The biggest mistake we see on large properties isn’t choosing the wrong material — it’s approaching the fencing piecemeal, section by section, over several years, without an overall plan. This almost always results in a boundary that looks disjointed, with different heights, finishes, and styles meeting at odd points around the property.

Before committing to any fencing project, it’s worth mapping the entire boundary and deciding, at least in outline, what each section needs to do and how visible it will be. Even if the work is phased over several years for budget reasons, designing it as one coherent plan from the outset means each new section ties into what’s already there, rather than creating a new mismatch every time more fencing goes in.

Working With Paddock Fencing

Every project we take on starts with understanding how the land is actually used — not just what looks good in a brochure. Our team designs estate fencing for farms and large properties across the UK, using 3D modelling so landowners can see exactly how a proposed boundary, gate, or tree guard scheme will look before any steel is fabricated.
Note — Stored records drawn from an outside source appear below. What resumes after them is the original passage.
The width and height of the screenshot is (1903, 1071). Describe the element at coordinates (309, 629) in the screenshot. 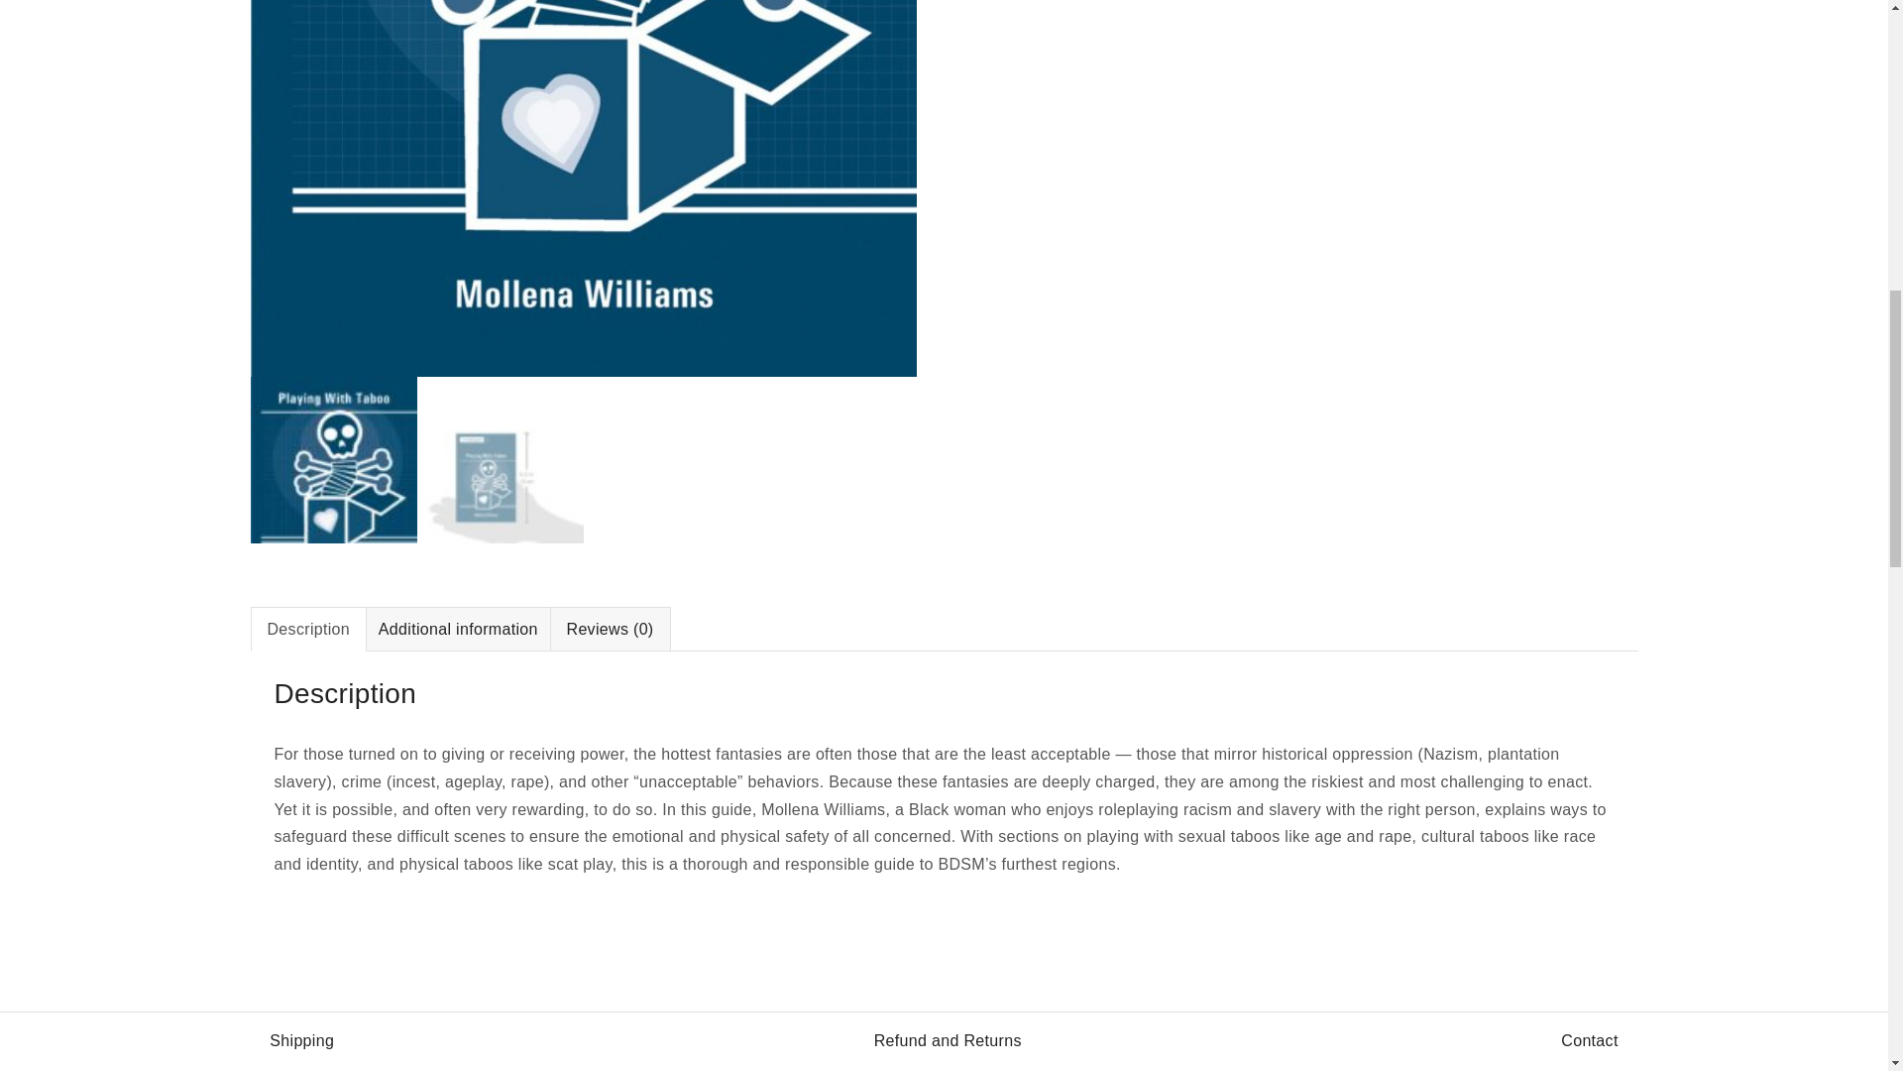

I see `Description` at that location.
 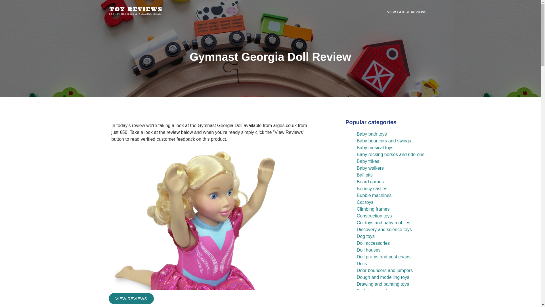 What do you see at coordinates (407, 12) in the screenshot?
I see `VIEW LATEST REVIEWS` at bounding box center [407, 12].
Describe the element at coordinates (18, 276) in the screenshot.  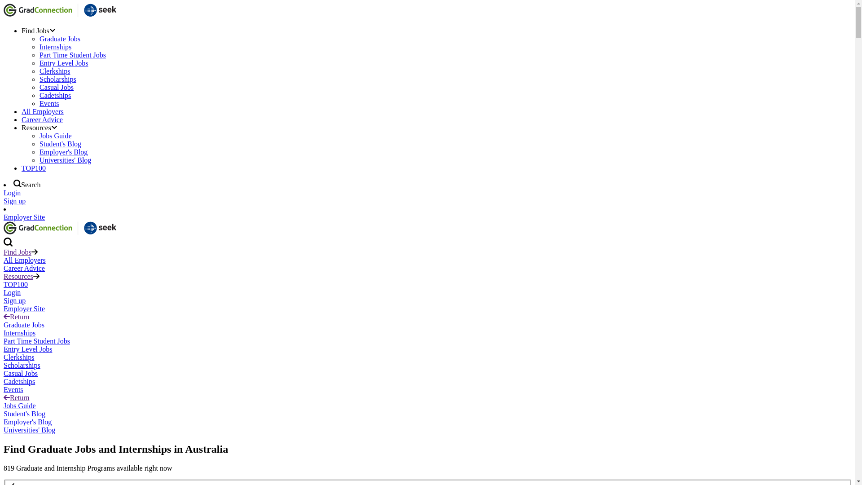
I see `Resources` at that location.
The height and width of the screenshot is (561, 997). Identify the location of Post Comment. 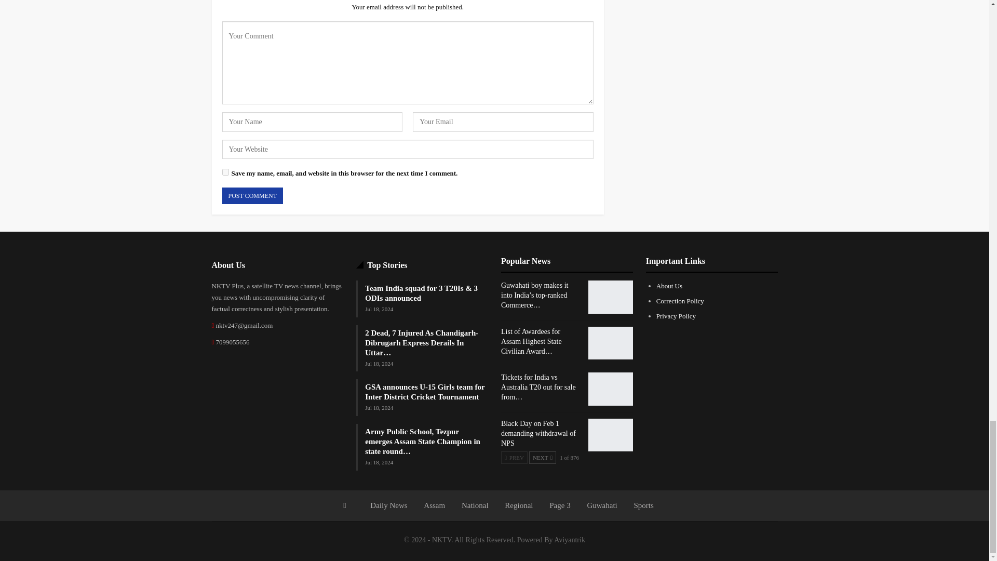
(252, 196).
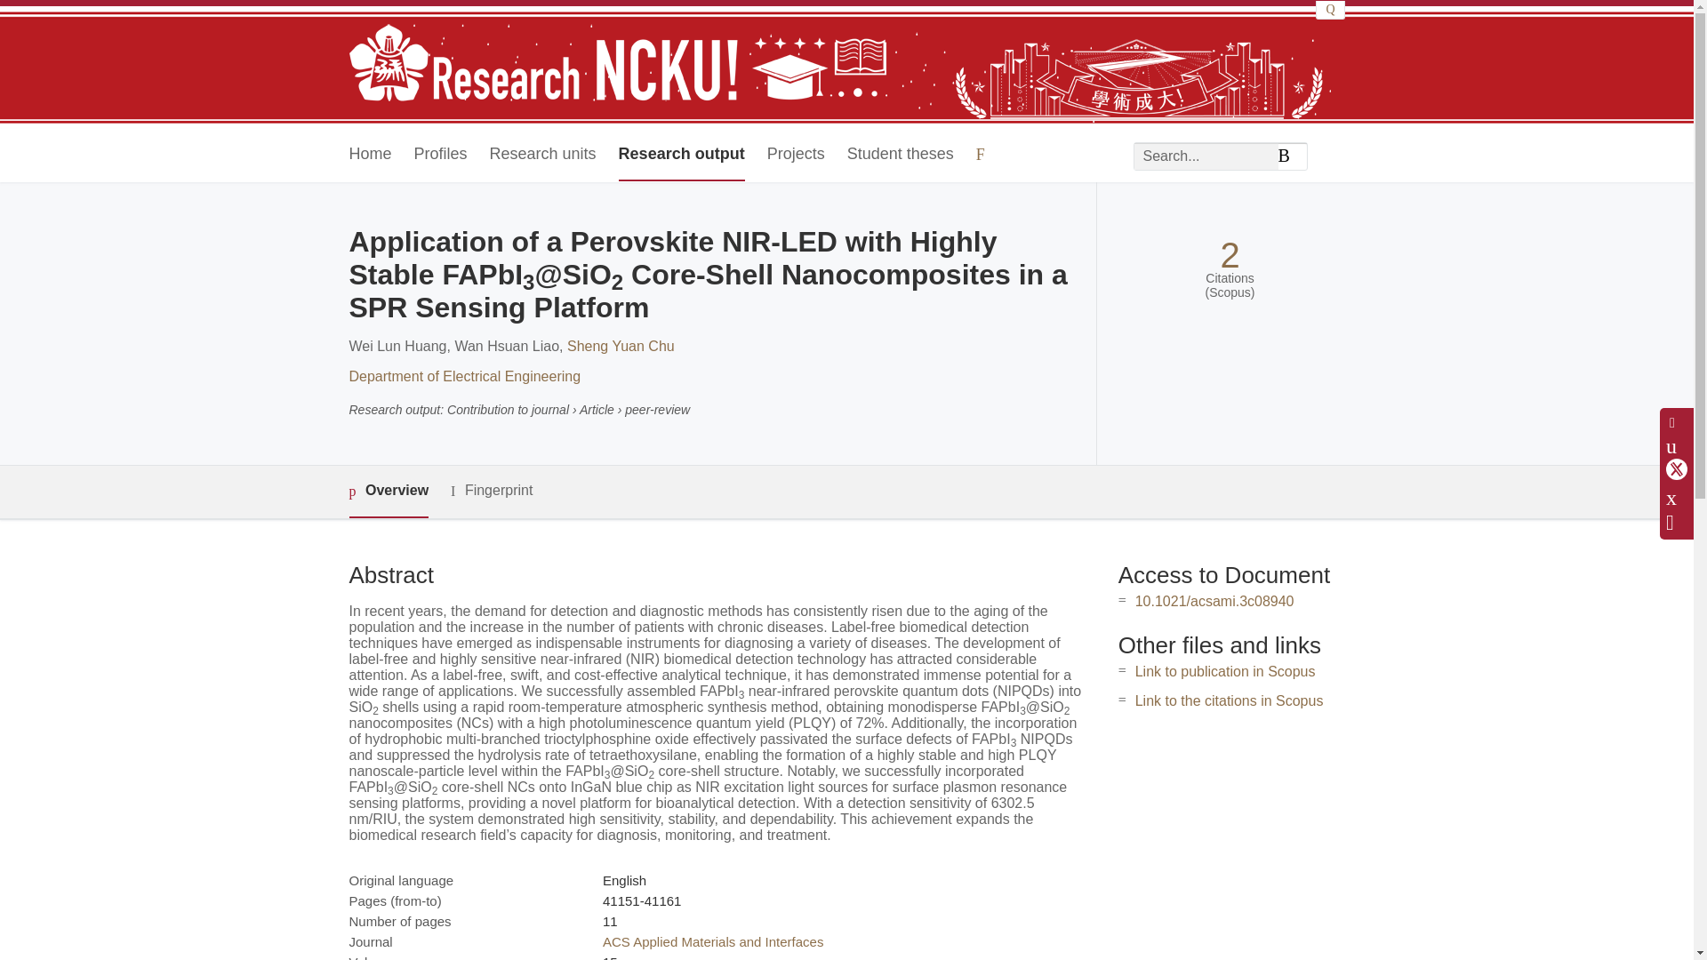 The height and width of the screenshot is (960, 1707). Describe the element at coordinates (464, 376) in the screenshot. I see `Department of Electrical Engineering` at that location.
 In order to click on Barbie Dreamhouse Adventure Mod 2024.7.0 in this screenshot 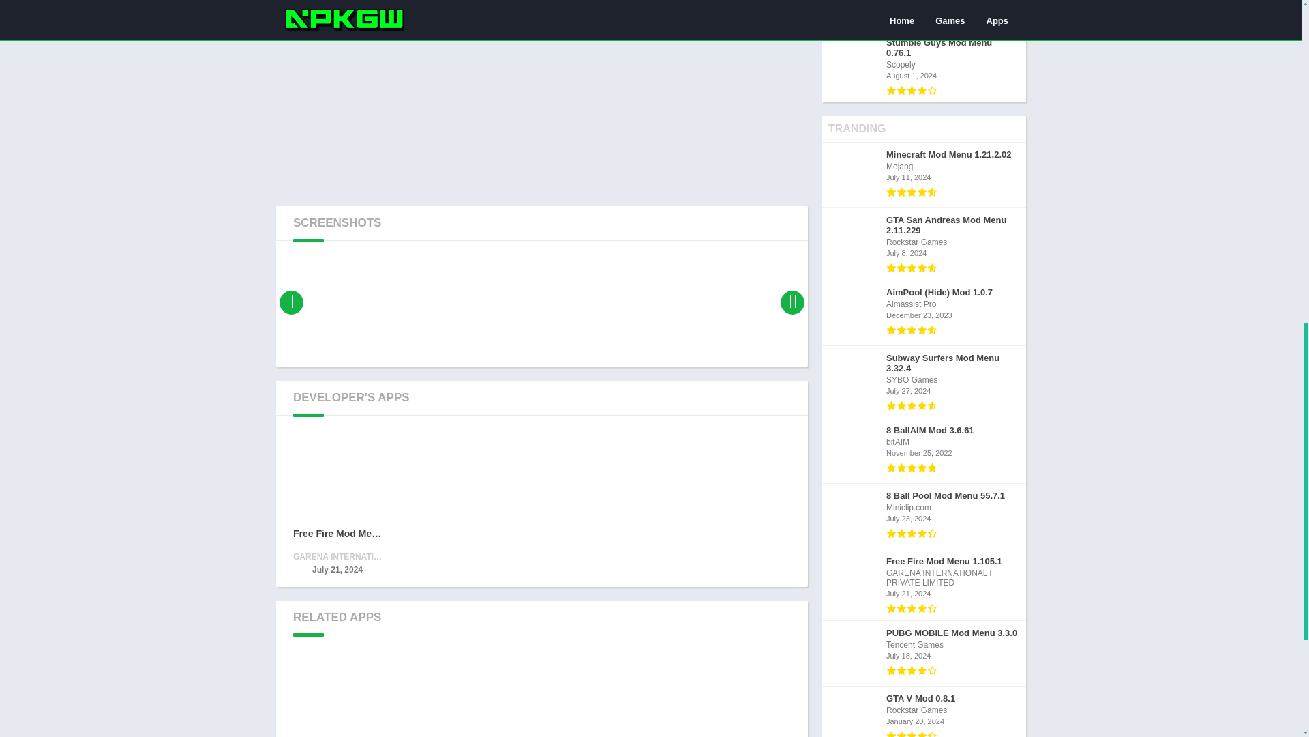, I will do `click(644, 694)`.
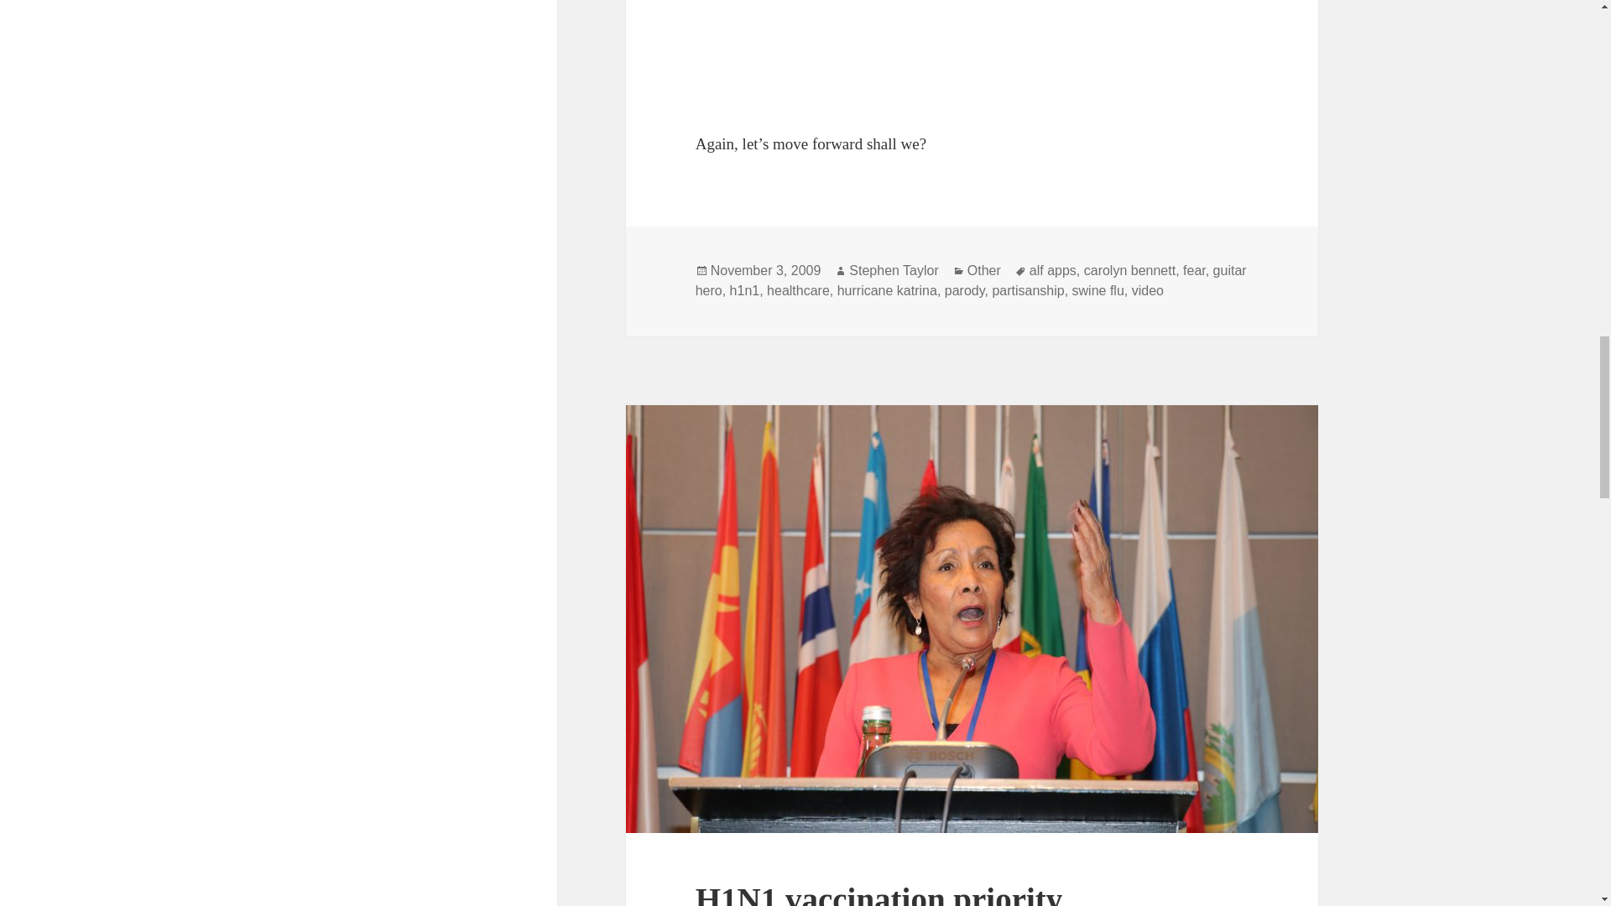  Describe the element at coordinates (972, 281) in the screenshot. I see `guitar hero` at that location.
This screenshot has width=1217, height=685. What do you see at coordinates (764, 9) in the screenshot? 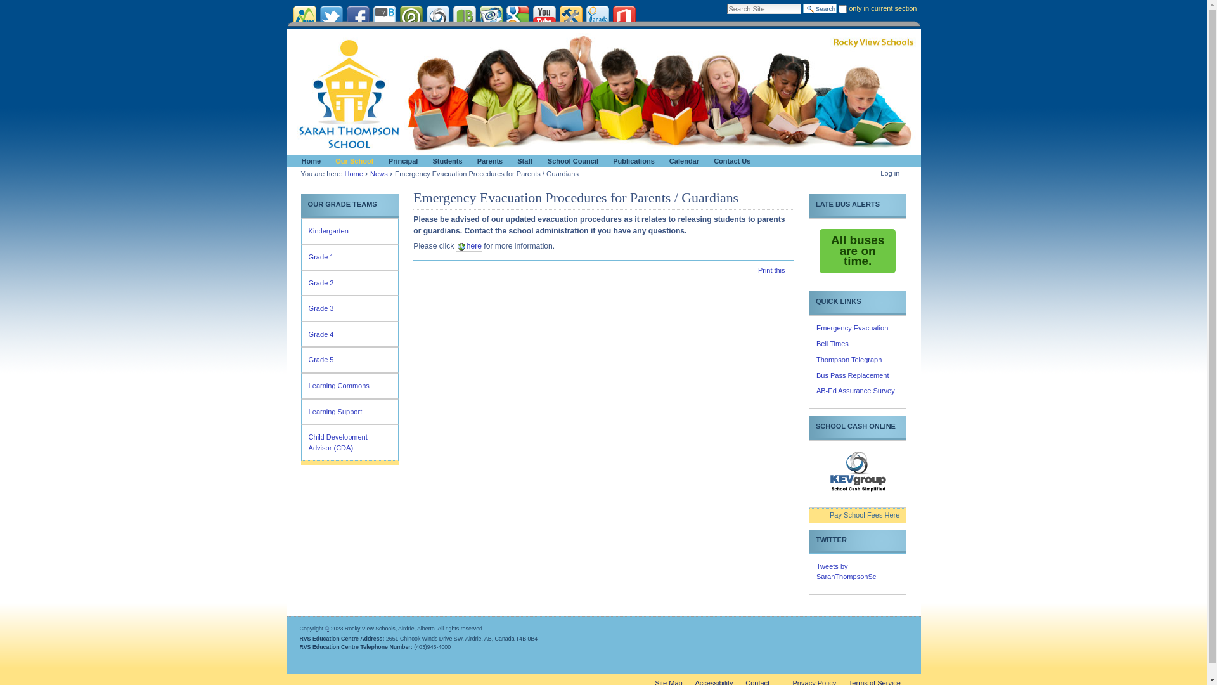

Everything is made to order at our workshop in Cambridgeshire, built to the same standard whether it’s lining a driveway at a listed country house or holding a herd of cattle on a working farm.

Whether you need a full estate fencing scheme from scratch, a practical solution for containing livestock without sacrificing appearance, or tree guards to protect a new planting scheme alongside your existing boundary, we can help design something that works as one complete system rather than a series of separate purchases.

Frequently Asked Questions

What is the difference between estate fencing and standard farm fencing? 

Estate fencing typically refers to traditional parkland-style steel fencing, originally designed for country estates but equally suited to working farms. It combines the strength needed to contain livestock with a more refined appearance than basic wire or mesh fencing.

Is steel fencing strong enough for cattle? 

Yes. Steel estate fencing is built to withstand the repeated pressure of cattle leaning, rubbing, and gathering along fence lines, particularly near gateways and water troughs, without loosening posts or losing shape over time.

How long does steel estate fencing last compared to timber? 

Steel fencing generally lasts significantly longer than timber, since it doesn’t rot at the base or warp with seasonal moisture. With the right finish, it can go decades without needing significant maintenance, whereas timber often needs re-treating every few years.

Can estate fencing be used for horses as well as cattle and sheep? 

Yes, though horse paddocks benefit from a more visually obvious fence line, since horses need clear visual cues to register a boundary at speed. Estate fencing can be designed with this visibility in mind.

Do agricultural gates need to be different from estate entrance gates? 

Generally, yes. Field and agricultural gates are designed for functional access, sized to allow farm equipment through without removal, while entrance gates are usually taller and more decorative, since they’re the first thing visitors see.

Should tree guards be planned at the same time as fencing? 

It’s worth planning them together where possible, especially on properties with deer or grazing livestock, since both pose a direct risk to young or newly planted trees. Coordinating the two also tends to produce a more consistent overall look.

Does Paddock Fencing design fencing for large properties in phases? 

Yes. We regularly work with landowners phasing fencing projects over several years for budget reasons, and we design the full boundary plan upfront so each phase ties into what’s already installed rather than creating a mismatched result.